What actually drains your battery
Three things use power in a battery train horn, and only one of them is the fun part:
- The compressor (the big one): This is what builds air pressure for the trumpets, and it only draws current while you're firing. No trigger pull, no compressor draw.
- The wireless receiver (small, but constant): The remote receiver stays awake listening for your signal. It sips a tiny trickle, but over days of sitting connected it can quietly pull a pack down. If you won't use the horn for more than about 8 hours, pop the battery off — that simple habit prevents the most common "why is my pack dead?" complaint.
- Smart cutoffs (protective, not wasteful): The Milwaukee horn has an LED low-battery indicator and an auto-cutoff that shuts down around 15% charge so you never deep-discharge a pack. It also has overheat protection that trips near 185 degrees F. These don't drain the battery — they just stop you from running it into the ground.
Because the receiver is always listening, the single biggest thing you can do to maximize blasts-per-charge isn't buying a bigger battery — it's pulling the pack when you're done for the day.
Which Milwaukee battery should you actually run?
The horn accepts any genuine or aftermarket M18-compatible pack from 2.0Ah up to 12.0Ah, so you don't need to buy anything new if you already own M18 tools. Match the pack to how you use the horn:
- 2.0Ah: Lightest and cheapest, fine for occasional fun. ~165 short blasts. Keep a spare in your pocket.
- 5.0Ah XC: The sweet spot for most owners — ~415 short blasts, still compact, and most M18 users already have one. This is what we'd start with.
- 6.0Ah: The pack our official rating is based on. 500+ short blasts with barely more weight than a 5.0Ah.
- 12.0Ah High Output: For all-day events, farm work, or marine signaling where you don't want to think about swapping. Roughly 1,000 short blasts, but it's heavier and pricier — overkill for casual use.
For most truck, boat, and tailgate owners, a 5.0Ah or 6.0Ah pack is the right call. Save the 12.0Ah for genuinely long sessions. If your battery shelf is bare, an M18-compatible pack and charger will get the Extreme Series Train Horn for Milwaukee 18v Battery firing in minutes — no wiring, no drilling, just clip and go.
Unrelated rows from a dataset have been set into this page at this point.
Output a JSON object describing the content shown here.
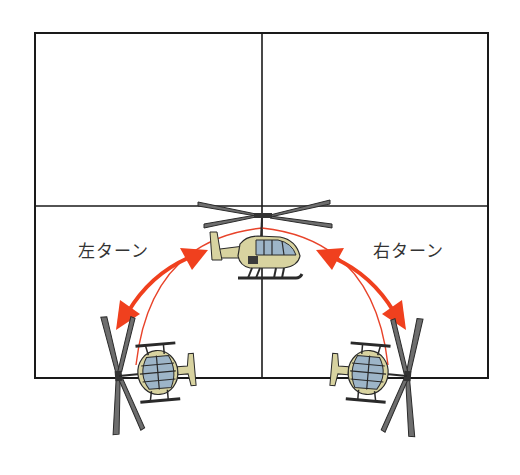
{
  "diagram": {
    "labels": {
      "left_turn": "左ターン",
      "right_turn": "右ターン"
    },
    "grid": {
      "rows": 2,
      "columns": 2,
      "line_color": "#1a1a1a"
    },
    "path": {
      "shape": "arc",
      "color": "#e8432a"
    },
    "arrows": [
      {
        "name": "left-turn-arrow",
        "direction": "bidirectional",
        "color": "#f0401e"
      },
      {
        "name": "right-turn-arrow",
        "direction": "bidirectional",
        "color": "#f0401e"
      }
    ],
    "helicopters": [
      {
        "position": "top-center",
        "orientation": "side view, nose right"
      },
      {
        "position": "bottom-left",
        "orientation": "front view, rotated (banked left)"
      },
      {
        "position": "bottom-right",
        "orientation": "front view, rotated (banked right)"
      }
    ],
    "colors": {
      "fuselage": "#d8d3a0",
      "fuselage_shadow": "#a9a173",
      "canopy": "#9db5c8",
      "rotor": "#6e6e6e",
      "outline": "#2a2a2a"
    }
  }
}
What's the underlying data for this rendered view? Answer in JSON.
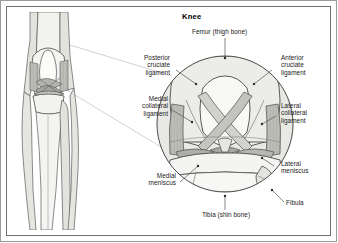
{
  "figure": {
    "title": "Knee",
    "panels": {
      "left": "leg-anterior-view",
      "right": "knee-joint-magnified-circle"
    }
  },
  "labels": {
    "femur": "Femur (thigh bone)",
    "posterior_cruciate": "Posterior\ncruciate\nligament",
    "anterior_cruciate": "Anterior\ncruciate\nligament",
    "medial_collateral": "Medial\ncollateral\nligament",
    "lateral_collateral": "Lateral\ncollateral\nligament",
    "medial_meniscus": "Medial\nmeniscus",
    "lateral_meniscus": "Lateral\nmeniscus",
    "tibia": "Tibia (shin bone)",
    "fibula": "Fibula"
  },
  "colors": {
    "bone_fill": "#efefec",
    "bone_shade": "#d6d6d1",
    "bone_light": "#f7f7f5",
    "outline": "#4a4a4a",
    "ligament_fill": "#b9b9b4",
    "ligament_dark": "#8d8d88",
    "meniscus": "#a9a9a4",
    "frame_outer": "#9a9a9a",
    "frame_inner": "#6f6f6f",
    "text": "#1a1a1a",
    "leader": "#555555",
    "magnifier_line": "#b0b0b0"
  }
}
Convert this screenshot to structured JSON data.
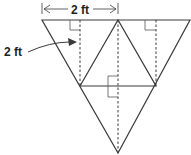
{
  "labels": {
    "top_dimension": "2 ft",
    "side_label": "2 ft"
  },
  "colors": {
    "stroke": "#3a3a3a",
    "text": "#231f20",
    "right_angle": "#555555"
  }
}
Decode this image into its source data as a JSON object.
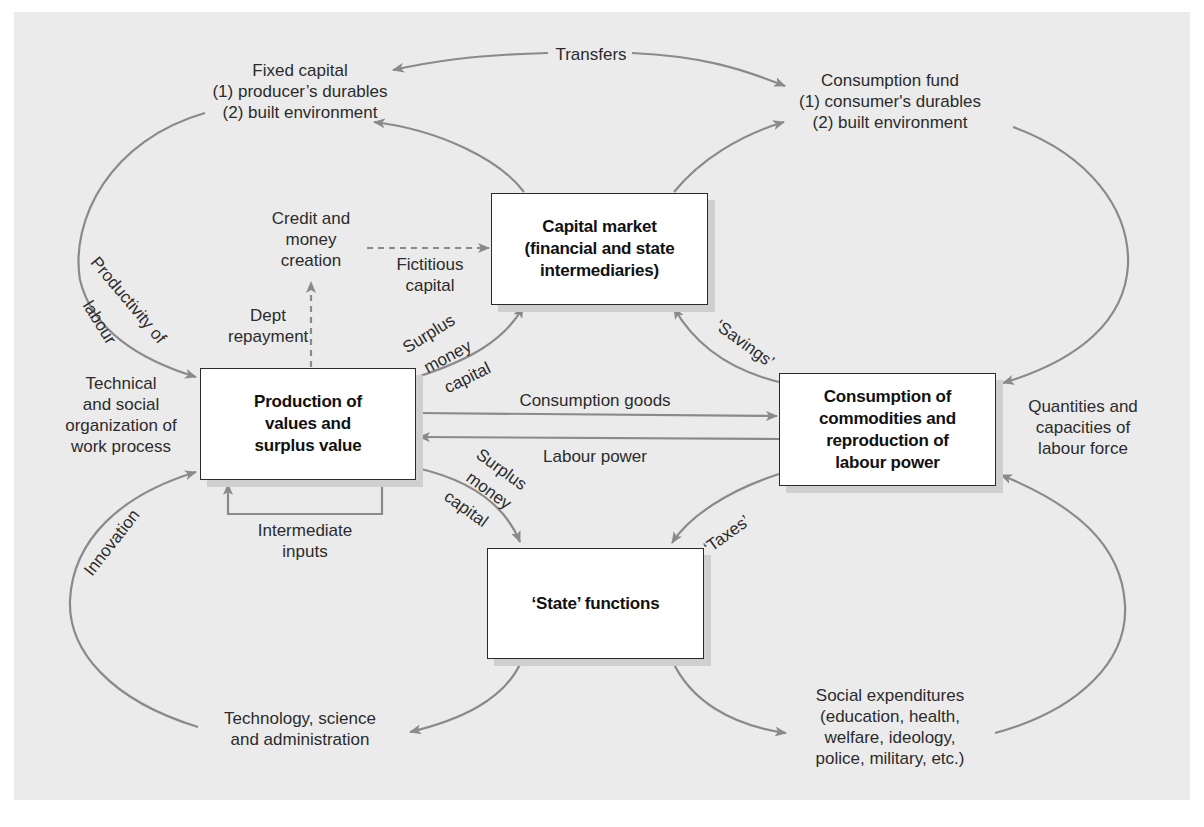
{
  "colors": {
    "panel": "#ebebeb",
    "arrow": "#8a8a8a",
    "box_border": "#2a2a2a",
    "box_fill": "#ffffff",
    "box_shadow": "#cfcfcf",
    "text": "#2b2b2b"
  },
  "boxes": {
    "capital_market": "Capital market\n(financial and state\nintermediaries)",
    "production": "Production of\nvalues and\nsurplus value",
    "consumption": "Consumption of\ncommodities and\nreproduction of\nlabour power",
    "state": "‘State’ functions"
  },
  "labels": {
    "fixed_capital": "Fixed capital\n(1) producer’s durables\n(2) built environment",
    "transfers": "Transfers",
    "consumption_fund": "Consumption fund\n(1) consumer's durables\n(2) built environment",
    "credit_money": "Credit and\nmoney\ncreation",
    "fictitious_capital": "Fictitious\ncapital",
    "dept_repayment": "Dept\nrepayment",
    "productivity_of": "Productivity of",
    "labour": "labour",
    "technical_org": "Technical\nand social\norganization of\nwork process",
    "surplus_money_capital_top_1": "Surplus",
    "surplus_money_capital_top_2": "money",
    "surplus_money_capital_top_3": "capital",
    "savings": "‘Savings’",
    "consumption_goods": "Consumption goods",
    "labour_power": "Labour power",
    "quantities_capacities": "Quantities and\ncapacities of\nlabour force",
    "surplus_money_capital_bottom_1": "Surplus",
    "surplus_money_capital_bottom_2": "money",
    "surplus_money_capital_bottom_3": "capital",
    "taxes": "‘Taxes’",
    "intermediate_inputs": "Intermediate\ninputs",
    "innovation": "Innovation",
    "technology_science": "Technology, science\nand administration",
    "social_expenditures": "Social expenditures\n(education, health,\nwelfare, ideology,\npolice, military, etc.)"
  }
}
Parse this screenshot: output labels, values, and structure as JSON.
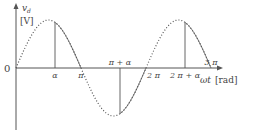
{
  "chart_data": {
    "type": "line",
    "title": "",
    "ylabel_var": "v",
    "ylabel_sub": "d",
    "ylabel_unit": "[V]",
    "xlabel_var": "ωt",
    "xlabel_unit": "[rad]",
    "origin_label": "0",
    "alpha_fraction_of_pi": 0.6,
    "xlim_pi": [
      0,
      3.15
    ],
    "ylim": [
      -1,
      1
    ],
    "series": [
      {
        "name": "sin(ωt) full wave",
        "style": "dotted",
        "x_pi": [
          0,
          3
        ],
        "function": "sin"
      },
      {
        "name": "controlled output v_d",
        "style": "solid",
        "segments_pi": [
          [
            0.6,
            1.0
          ],
          [
            1.6,
            2.0
          ],
          [
            2.6,
            3.0
          ]
        ]
      }
    ],
    "tick_labels": [
      {
        "label": "α",
        "pos": "alpha",
        "side": "below"
      },
      {
        "label": "π",
        "pos": "pi",
        "side": "below"
      },
      {
        "label": "π + α",
        "pos": "pi_alpha",
        "side": "above"
      },
      {
        "label": "2 π",
        "pos": "two_pi",
        "side": "below"
      },
      {
        "label": "2 π + α",
        "pos": "two_pi_alpha",
        "side": "below"
      },
      {
        "label": "3 π",
        "pos": "three_pi",
        "side": "above"
      }
    ],
    "colors": {
      "axis": "#555555",
      "curve": "#555555",
      "text": "#444444"
    }
  }
}
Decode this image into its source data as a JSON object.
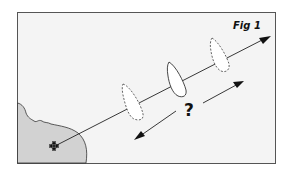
{
  "figure": {
    "label": "Fig 1",
    "question_mark": "?",
    "colors": {
      "background": "#f4f4f4",
      "frame": "#555555",
      "land": "#d2d2d2",
      "line": "#222222",
      "boat_fill": "#ffffff"
    }
  },
  "elements": {
    "land": "coastline",
    "origin_marker": "charted-position-icon",
    "bearing_line": "line-of-position",
    "boats": [
      {
        "id": "boat-possible-near",
        "style": "dashed"
      },
      {
        "id": "boat-actual",
        "style": "solid"
      },
      {
        "id": "boat-possible-far",
        "style": "dashed"
      }
    ],
    "range_arrows": [
      "arrow-toward-shore",
      "arrow-away-from-shore"
    ]
  }
}
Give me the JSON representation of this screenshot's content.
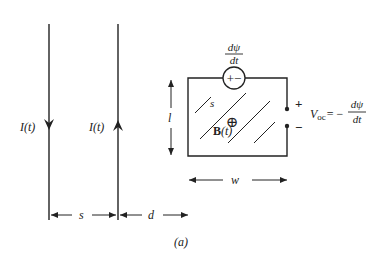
{
  "figure": {
    "caption": "(a)",
    "wires": [
      {
        "current_label": "I(t)",
        "direction": "down"
      },
      {
        "current_label": "I(t)",
        "direction": "up"
      }
    ],
    "dimensions": {
      "wire_spacing": "s",
      "loop_offset": "d",
      "loop_width": "w",
      "loop_length": "l"
    },
    "loop": {
      "area_label": "s",
      "field_label_bold": "B",
      "field_label_arg": "(t)",
      "field_symbol": "⊕",
      "source_symbol": "+−",
      "emf_numerator": "dψ",
      "emf_denominator": "dt"
    },
    "terminals": {
      "plus": "+",
      "minus": "−"
    },
    "voc": {
      "label": "V",
      "subscript": "oc",
      "equals": "= −",
      "numerator": "dψ",
      "denominator": "dt"
    },
    "colors": {
      "stroke": "#222222",
      "background": "#ffffff"
    }
  }
}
Want to see the full Milwaukee-compatible lineup, from Dual to Extreme:
FAQ
Does a 12Ah battery make the horn louder than a 5Ah?
No. Loudness comes from the compressor and trumpets, not the battery. The Milwaukee horn puts out up to 140 dB across three adjustable volume levels regardless of which pack you use. A bigger battery only changes how many blasts you get, not how loud they are.
How long does the horn run on a single charge of continuous use?
You can't really run it "continuously" — it fires in bursts. But measured in sustained two-second blasts, expect about 165 on a 5.0Ah and around 400 on a 12.0Ah. In normal short-blast use those numbers climb to several hundred and over a thousand respectively.
Will the horn drain my battery just sitting there?
Slowly, yes — the wireless receiver stays awake to catch the remote signal. Disconnect the pack if you won't use the horn for more than about 8 hours, and a charged battery will be ready whenever you are.
Can I use aftermarket M18-compatible batteries?
Yes. The horn works with any M18-style pack from 2.0Ah to 12.0Ah, genuine Milwaukee or aftermarket. The watt-hour math is the same — an aftermarket 18V 5.0Ah pack still stores about 90 Wh and delivers a similar blast count.
What if my battery dies mid-event?
The horn's auto-cutoff at ~15% gives you fair warning via the LED indicator before it shuts off, so you're never caught completely flat. Keep one spare M18 pack on the charger and you effectively have unlimited runtime — swap and keep going.